Dictionaries can be created using literals with curly braces, the dict() constructor, or comprehensions. They are versatile for associating data where keys serve as unique identifiers for their values, facilitating fast data retrieval and modification.
2 Dictionaries
2.1 Without dictionaries (option 1)
- Suppose you want to store student names with their grades.
- One option is to have two parallel lists:
2.2 Problems
- You need two lists in sync → easy to mess up if one changes.
- Finding Bob’s grade requires searching (
.index()), which is O(n). - Readability suffers — you always have to remember which list matches what.
- Imagine storing more fields: email, surname, address…
2.3 Without dictionaries (option 2)
- Another option is to group students in sublists:
2.4 Problems
- All sublists must follow the same order:
[name, grade]. - Finding Bob’s grade requires searching in O(n) again.
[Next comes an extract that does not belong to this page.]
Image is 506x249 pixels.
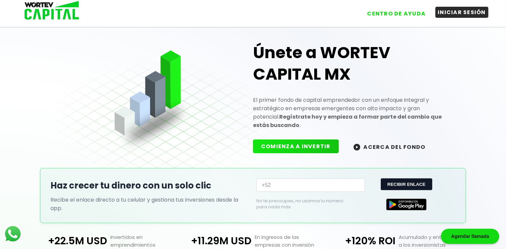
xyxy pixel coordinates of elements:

- Still not very readable — you have to remember
record[0]is the name. - Imagine storing more fields: email, surname, address…
3 Dictionaries
- Dictionaries (abbreviated as dicts) are mutable collection of key-value pairs.
Get value of specific key:
1
- Now the student grades’ code is more clear and efficient (O(1) on average):
- With more fields we could do something like a dict of dicts:
4 Consider
- Keys have to be unique and of an immutable type (e.g.,
int,string,tuple). - Values can have any type.
- Creating a dictionary with a mutable key type gives error.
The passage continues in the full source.